One concern about getting care to everyone infected with the hepatitis C virus has been that there are not enough medical specialists to provide that care.

But in a preliminary study results presented today at the International Liver Conference in Barcelona, researchers said it does not take a specialist to administer that care.

In fact, in a population of mostly middle-aged black men who used two federally qualified health centers in Washington, DC., patients who saw nurse practitioners were the mostly likely to complete treatment.
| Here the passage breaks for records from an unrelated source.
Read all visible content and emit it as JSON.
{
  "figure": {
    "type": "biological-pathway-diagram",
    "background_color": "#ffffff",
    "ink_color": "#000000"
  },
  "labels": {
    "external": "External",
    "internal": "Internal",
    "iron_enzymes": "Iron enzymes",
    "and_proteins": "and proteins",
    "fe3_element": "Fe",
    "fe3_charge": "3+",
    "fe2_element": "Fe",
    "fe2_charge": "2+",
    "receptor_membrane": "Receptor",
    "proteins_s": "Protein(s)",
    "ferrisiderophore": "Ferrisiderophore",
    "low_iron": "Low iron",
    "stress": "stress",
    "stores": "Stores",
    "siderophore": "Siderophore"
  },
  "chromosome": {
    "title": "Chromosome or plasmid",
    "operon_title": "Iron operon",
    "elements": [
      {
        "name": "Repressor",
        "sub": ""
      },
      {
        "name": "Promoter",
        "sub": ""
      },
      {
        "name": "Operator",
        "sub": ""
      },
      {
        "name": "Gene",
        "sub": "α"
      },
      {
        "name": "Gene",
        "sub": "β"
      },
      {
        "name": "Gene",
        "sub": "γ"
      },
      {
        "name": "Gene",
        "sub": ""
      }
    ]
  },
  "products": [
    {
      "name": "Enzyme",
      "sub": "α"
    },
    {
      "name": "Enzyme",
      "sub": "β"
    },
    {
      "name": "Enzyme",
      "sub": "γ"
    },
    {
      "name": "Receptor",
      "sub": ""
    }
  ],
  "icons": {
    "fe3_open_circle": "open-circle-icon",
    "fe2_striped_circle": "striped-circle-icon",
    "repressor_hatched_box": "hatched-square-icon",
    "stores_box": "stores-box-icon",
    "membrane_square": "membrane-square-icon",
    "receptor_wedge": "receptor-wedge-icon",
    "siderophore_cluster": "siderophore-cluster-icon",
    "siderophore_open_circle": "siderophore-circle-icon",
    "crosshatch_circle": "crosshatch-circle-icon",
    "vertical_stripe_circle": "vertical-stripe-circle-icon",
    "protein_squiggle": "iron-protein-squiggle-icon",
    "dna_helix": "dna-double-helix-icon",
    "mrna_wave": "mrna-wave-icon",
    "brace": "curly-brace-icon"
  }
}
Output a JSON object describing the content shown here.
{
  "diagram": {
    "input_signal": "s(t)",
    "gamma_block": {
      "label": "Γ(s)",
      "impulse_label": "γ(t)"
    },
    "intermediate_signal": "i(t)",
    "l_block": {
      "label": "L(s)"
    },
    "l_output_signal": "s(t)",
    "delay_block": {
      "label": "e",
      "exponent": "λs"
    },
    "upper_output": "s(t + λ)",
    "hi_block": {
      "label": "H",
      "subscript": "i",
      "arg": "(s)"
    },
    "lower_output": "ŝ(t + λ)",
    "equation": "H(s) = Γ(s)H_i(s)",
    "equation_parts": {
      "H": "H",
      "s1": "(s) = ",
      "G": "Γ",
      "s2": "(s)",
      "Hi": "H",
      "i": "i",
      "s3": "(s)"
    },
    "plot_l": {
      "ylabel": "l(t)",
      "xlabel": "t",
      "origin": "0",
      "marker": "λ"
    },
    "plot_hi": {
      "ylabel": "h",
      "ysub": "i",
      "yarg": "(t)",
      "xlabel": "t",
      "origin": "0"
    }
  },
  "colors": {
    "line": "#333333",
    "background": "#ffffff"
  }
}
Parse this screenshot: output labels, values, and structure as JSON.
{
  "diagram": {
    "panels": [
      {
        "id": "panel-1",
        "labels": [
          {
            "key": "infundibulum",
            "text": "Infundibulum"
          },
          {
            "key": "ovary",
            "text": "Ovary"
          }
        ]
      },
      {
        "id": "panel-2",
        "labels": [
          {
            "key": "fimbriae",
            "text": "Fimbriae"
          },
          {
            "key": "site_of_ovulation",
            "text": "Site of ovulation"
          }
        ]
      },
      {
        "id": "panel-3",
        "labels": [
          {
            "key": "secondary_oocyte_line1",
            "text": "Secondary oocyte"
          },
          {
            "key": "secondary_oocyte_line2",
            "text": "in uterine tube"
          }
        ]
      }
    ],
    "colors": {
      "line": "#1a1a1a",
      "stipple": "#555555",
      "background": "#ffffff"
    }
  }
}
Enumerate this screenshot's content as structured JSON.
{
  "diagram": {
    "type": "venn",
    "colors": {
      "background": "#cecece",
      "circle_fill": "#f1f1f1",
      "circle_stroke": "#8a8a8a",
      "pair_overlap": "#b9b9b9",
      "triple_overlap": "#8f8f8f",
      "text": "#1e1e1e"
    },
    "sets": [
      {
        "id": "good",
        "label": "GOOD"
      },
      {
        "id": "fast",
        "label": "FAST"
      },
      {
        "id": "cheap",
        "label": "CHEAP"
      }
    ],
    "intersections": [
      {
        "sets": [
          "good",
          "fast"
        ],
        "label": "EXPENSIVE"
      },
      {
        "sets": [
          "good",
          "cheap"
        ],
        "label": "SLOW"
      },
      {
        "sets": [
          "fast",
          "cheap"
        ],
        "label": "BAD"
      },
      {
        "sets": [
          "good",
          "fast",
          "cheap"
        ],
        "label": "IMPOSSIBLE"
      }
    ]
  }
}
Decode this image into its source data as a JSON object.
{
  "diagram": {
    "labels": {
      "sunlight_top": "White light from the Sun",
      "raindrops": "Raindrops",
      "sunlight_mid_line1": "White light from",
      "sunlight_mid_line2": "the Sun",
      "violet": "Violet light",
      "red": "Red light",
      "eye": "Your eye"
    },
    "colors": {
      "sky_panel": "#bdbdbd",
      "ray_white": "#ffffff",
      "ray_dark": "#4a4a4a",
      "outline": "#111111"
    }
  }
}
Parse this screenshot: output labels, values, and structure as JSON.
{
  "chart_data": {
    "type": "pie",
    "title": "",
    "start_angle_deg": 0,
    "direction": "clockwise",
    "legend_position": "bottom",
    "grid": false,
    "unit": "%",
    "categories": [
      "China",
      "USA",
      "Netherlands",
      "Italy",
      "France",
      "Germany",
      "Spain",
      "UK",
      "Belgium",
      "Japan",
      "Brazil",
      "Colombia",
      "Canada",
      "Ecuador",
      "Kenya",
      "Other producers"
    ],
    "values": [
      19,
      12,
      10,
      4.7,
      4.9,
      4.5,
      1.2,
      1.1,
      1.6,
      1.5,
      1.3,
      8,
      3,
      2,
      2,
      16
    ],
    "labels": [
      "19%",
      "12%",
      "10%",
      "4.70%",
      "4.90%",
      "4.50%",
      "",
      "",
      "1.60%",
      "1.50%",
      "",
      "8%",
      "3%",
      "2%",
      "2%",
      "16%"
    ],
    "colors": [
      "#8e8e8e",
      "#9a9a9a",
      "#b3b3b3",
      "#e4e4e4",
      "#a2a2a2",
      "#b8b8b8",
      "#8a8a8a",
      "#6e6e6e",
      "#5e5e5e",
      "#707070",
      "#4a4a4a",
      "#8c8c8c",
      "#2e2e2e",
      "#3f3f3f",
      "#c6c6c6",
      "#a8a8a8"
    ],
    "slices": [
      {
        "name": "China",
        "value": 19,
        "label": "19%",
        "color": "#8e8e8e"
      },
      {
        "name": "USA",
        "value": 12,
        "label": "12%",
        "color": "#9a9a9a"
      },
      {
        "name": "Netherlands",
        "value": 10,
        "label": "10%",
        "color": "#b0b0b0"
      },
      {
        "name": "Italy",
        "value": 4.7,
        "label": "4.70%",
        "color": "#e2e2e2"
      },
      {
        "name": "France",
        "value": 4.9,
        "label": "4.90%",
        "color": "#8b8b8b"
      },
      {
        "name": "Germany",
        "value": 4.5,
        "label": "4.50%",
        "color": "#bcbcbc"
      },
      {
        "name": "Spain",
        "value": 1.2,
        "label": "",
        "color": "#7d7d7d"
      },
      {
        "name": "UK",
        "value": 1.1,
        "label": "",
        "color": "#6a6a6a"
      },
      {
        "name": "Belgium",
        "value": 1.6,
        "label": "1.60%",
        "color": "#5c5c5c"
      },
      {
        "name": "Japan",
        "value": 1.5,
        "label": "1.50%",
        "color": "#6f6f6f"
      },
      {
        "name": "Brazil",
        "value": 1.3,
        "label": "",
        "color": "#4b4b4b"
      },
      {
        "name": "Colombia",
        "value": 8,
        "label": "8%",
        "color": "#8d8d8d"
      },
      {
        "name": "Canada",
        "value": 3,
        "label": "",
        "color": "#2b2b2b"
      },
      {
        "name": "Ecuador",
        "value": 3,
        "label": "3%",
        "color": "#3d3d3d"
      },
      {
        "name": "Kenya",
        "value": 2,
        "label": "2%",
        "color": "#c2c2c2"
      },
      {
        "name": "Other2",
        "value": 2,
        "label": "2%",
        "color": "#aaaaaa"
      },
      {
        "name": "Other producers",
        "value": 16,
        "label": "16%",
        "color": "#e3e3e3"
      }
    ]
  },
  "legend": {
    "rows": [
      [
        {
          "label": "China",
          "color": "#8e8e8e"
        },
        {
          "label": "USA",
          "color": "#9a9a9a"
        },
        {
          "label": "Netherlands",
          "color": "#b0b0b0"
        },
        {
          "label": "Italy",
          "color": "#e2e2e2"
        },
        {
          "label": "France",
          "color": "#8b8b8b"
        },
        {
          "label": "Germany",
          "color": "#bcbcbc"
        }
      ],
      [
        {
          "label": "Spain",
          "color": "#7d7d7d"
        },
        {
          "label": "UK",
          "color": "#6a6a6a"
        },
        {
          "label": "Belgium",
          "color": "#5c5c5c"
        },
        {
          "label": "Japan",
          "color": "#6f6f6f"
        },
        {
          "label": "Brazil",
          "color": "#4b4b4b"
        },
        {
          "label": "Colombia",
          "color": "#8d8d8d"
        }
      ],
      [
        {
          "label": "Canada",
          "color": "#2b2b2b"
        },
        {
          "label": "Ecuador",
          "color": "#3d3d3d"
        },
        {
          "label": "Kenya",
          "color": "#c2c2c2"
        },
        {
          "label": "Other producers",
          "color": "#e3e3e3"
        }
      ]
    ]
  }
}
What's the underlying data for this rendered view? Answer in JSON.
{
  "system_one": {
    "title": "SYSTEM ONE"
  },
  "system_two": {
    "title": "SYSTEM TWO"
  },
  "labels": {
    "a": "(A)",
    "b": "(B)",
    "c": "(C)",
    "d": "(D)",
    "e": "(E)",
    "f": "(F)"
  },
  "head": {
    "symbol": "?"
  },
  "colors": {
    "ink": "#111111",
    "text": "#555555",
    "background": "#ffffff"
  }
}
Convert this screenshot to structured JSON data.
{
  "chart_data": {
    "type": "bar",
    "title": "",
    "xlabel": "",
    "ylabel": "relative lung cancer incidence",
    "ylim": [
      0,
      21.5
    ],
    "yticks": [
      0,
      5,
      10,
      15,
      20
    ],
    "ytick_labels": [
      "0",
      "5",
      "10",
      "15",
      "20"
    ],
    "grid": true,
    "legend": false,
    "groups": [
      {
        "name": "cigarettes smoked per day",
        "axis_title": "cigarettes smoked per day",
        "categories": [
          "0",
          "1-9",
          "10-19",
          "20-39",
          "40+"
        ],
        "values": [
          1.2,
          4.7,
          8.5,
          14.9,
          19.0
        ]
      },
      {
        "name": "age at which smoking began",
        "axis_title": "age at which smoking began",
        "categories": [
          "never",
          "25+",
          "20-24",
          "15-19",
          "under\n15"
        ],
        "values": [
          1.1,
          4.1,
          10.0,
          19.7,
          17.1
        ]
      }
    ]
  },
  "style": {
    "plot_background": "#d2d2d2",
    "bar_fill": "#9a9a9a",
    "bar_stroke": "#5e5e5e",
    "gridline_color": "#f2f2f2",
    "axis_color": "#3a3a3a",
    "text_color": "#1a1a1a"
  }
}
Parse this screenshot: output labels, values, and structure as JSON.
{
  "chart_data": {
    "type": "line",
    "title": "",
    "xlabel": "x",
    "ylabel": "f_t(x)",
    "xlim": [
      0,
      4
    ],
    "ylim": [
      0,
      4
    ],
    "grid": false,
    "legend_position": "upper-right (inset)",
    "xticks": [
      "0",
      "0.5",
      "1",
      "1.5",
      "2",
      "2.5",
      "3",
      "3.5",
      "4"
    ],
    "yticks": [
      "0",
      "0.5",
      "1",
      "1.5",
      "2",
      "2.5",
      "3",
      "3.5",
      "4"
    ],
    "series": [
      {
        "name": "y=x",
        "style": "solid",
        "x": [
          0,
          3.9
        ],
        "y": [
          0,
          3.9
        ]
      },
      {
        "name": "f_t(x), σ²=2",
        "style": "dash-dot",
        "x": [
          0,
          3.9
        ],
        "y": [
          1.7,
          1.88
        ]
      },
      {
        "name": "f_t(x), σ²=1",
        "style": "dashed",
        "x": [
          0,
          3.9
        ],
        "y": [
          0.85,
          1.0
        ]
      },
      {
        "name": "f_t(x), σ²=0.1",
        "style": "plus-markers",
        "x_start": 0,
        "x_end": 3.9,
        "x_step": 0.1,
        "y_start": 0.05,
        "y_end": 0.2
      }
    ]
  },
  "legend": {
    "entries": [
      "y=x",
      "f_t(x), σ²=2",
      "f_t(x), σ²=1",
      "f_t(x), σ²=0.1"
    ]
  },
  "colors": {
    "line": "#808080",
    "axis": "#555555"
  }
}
Discussing the preliminary results of the trial known as ASCEND this morning at a news conference, Sarah Kattachuzy, MD, of the Institute of Human Virology at the University of Maryland said the common belief is that “despite HCV advances there have been concerns about the care continuum,“ specifically that there are not enough infectious disease or hepatology specialists to treat all patients who could benefit from direct-acting antivirals.

That's not so, Kattachuzy said, because it doesn't take a specialist to treat patients with DAAs.

Her team enrolled 600 Medicaid patients with HCV in an urban, medically underserved neighborhood. All began treatment from either a specialist, a primary care provider, or a nurse practitioner. Some were co-infected with HIV.

The results presented today were based on 409 of those patients. The study is ongoing.

All practitioners in the study had received three hours of training in administering DAAs, she said.

Patients got ledipasvir and sofosbuvir. The primary outcome was having their HCV viral load drop below a level that could be quantified at 12 weeks.

All patients who completed treatment achieved that sustained viral response.

Attendance tended to drop off as the study continued. “Patients felt better so some stopped coming,” Kattachuzy said.

The patients who saw nurse practitioners had the highest rate of attendance with 81.5% completing treatment, compared to 76.8% for those who saw primary care providers, and 63.8% of those who saw specialists.

“HCV infection is a sensitive personal thing,” Kattachuzy said, discussing the study in an interview, and they may well feel a bond with the nurses that they do not readily feel with specialists. "The patient-provider relationship is important” she added and when patients feel comfortable talking to that provider they are more likely to keep coming back.

There were 18 patients who did not complete the study, most because they simply stopped coming to appointments. Some had adverse events unrelated to treatment and there were three deaths, also unrelated to treatment.

“The ASCEND model demonstrates that HCV treatment administered independently by non-specialist providers is safe and equally effective to that observed with experienced specialists, inclusive of challenging subpopulations of the epidemic, and within the largest black cohort described to date,” the team concluded in their report.

If scaled up, the approach of using non-specialists could “significantly expand the scale of HCV therapy and bridge existing gaps in the hepatitis C care cascade.”